Sen. Cory Booker pushes plan to legalize pot throughout U.S.
WASHINGTON – Sen. Cory Booker on Wednesday introduced legislation that would legalize marijuana, expunge federal marijuana convictions, and penalize states with racially disparate arrest or incarceration rates for marijuana-related crimes – a series of changes aimed at undoing some of the harm the nation’s decadeslong war on drugs has inflicted on poor and minority communities.
Like legislation introduced two years ago by Sen. Bernie Sanders, I-Vt., the bill from Booker, a New Jersey Democrat, would remove marijuana from the federal Controlled Substances Act. This would remove marijuana from the purview of the federal Drug Enforcement Administration and allow states to set their own policies.
But Booker’s bill would go considerably further. It would withhold some criminal justice funding from states that haven’t legalized marijuana if they exhibit racially disproportionate arrest or incarceration rates. In effect, this would apply to every state in which marijuana is not currently legal: a 2013 ACLU report found that nationwide, blacks were nearly four times as likely to be arrested on marijuana charges as whites, despite similar rates of use of the drug.
Booker’s legislation would effectively encourage states to legalize marijuana in order to avoid these penalties. Funds withheld from states would be put toward a federal “Community Reinvestment Fund” that would receive a separate $500 million in appropriations annually. The fund would be used to “establish a grant program to reinvest in communities most affected by the war on drugs.” It would cover job training programs, criminal re-entry assistance, public libraries and community centers, youth programs, and health education.
The bill would also create a process for expunging federal marijuana convictions and resentencing individuals currently serving time for federal marijuana offenses.
“For decades, the failed War on Drugs has locked up millions of nonviolent drug offenders – especially for marijuana-related offenses – at an incredible cost of lost human potential, torn apart families and communities, and taxpayer dollars,” Booker said in a Facebook post introducing the legislation.
He added that the legislation would “legalize marijuana at the federal level and go even further in an effort to remedy many of the failures of the War on Drugs. This is the right thing to do for public safety and will help reduce our overflowing prison population.”

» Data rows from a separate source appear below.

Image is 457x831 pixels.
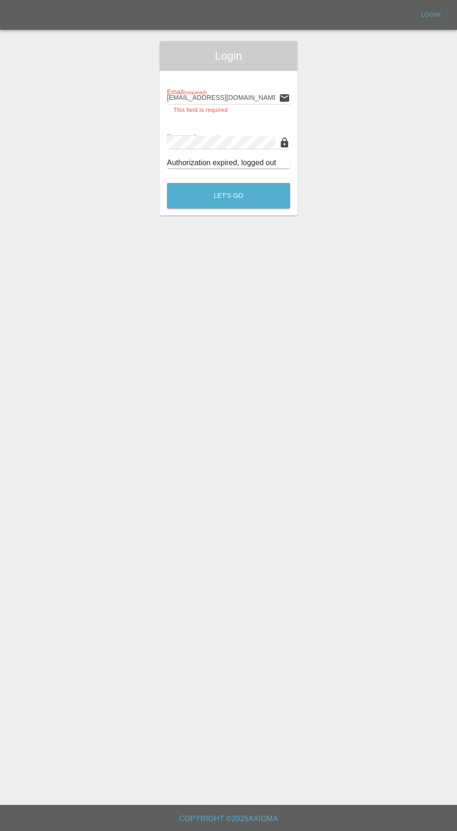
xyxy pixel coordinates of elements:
[7,812,450,825] h6: Copyright © 2025 Axioma
[167,49,290,63] span: Login
[416,8,446,22] a: Login
[196,134,220,140] small: (required)
[174,106,284,115] p: This field is required
[167,157,290,168] div: Authorization expired, logged out
[167,183,290,208] button: Let's Go
[167,133,219,140] span: Password
[184,90,207,95] small: (required)
[167,88,207,96] span: Email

Drug policy reformers cheered the bill’s ambitions of correcting past racial injustices. “From disparate marijuana-related arrests and incarceration rates to deportations and justifications for police brutality – the war on drugs has had disparate harm on low-income communities and communities of color,”said Queen Adesuyi of the Drug Policy Alliance, a group that supports marijuana legalization and criminal justice reform. “It’s time to rectify that.”
According to the Drug Policy Alliance’s estimates, black Americans represent 14 percent of regular drug users, but 37 percent of people arrested for drug offenses. Nationwide police arrest more people for marijuana offenses than for violent crime. Those arrests fall disproportionately on minorities, according to the ACLU and Human Rights Watch.
Booker’s bill “is the single most far-reaching marijuana bill that’s ever been filed in either chamber of Congress,” said Tom Angell of the pro-legalization group Marijuana Majority in a statement. “More than just getting the federal government out of the way so that states can legalize without DEA harassment, this new proposal goes even further by actually punishing states that have bad marijuana laws.”
Legalization skeptics, on the other hand, were unimpressed. “Given the opioid epidemic, (Booker’s) legislative energy would be much better spent implementing solutions to that crisis,” said Kevin Sabet of Smart Approaches to Marijuana, a group that opposes legalization. “But the Big Marijuana lobbyists are probably very happy.”
The bill stands little chance of passing in a Republican-controlled Congress. But Booker is frequently mentioned as a leading contender for the Democratic presidential nomination in 2020. His full-throated embrace of legalization is a signal that the party continues to evolve on an issue that’s overwhelmingly popular with Democratic voters.
In the last election cycle, party nominee Hillary Clinton never endorsed legalization, despite convincing evidence that doing so could have shored up support among younger voters. And public support for legalization has solidified since then. Voters in four states opted to legalize marijuana in 2016, and national support for legalization in Gallup polling reached 60 percent for the first time.
While a longtime opponent of the drug war and an advocate for criminal justice reform, Booker has evolved rapidly on marijuana issues in recent years. As recently as 2015 he declined to support legalization in an interview with Vox, preferring instead to focus on medical marijuana issues and loosening some federal restrictions to make research and medical use easier.
But Tuesday, Booker struck a much different tone. “Descheduling marijuana and applying that change retroactively to people currently serving time for marijuana offenses is a necessary step in correcting this unjust system,” he said in a statement. “States have so far led the way in reforming our criminal justice system and it’s about time the federal government catches up and begins to assert leadership.”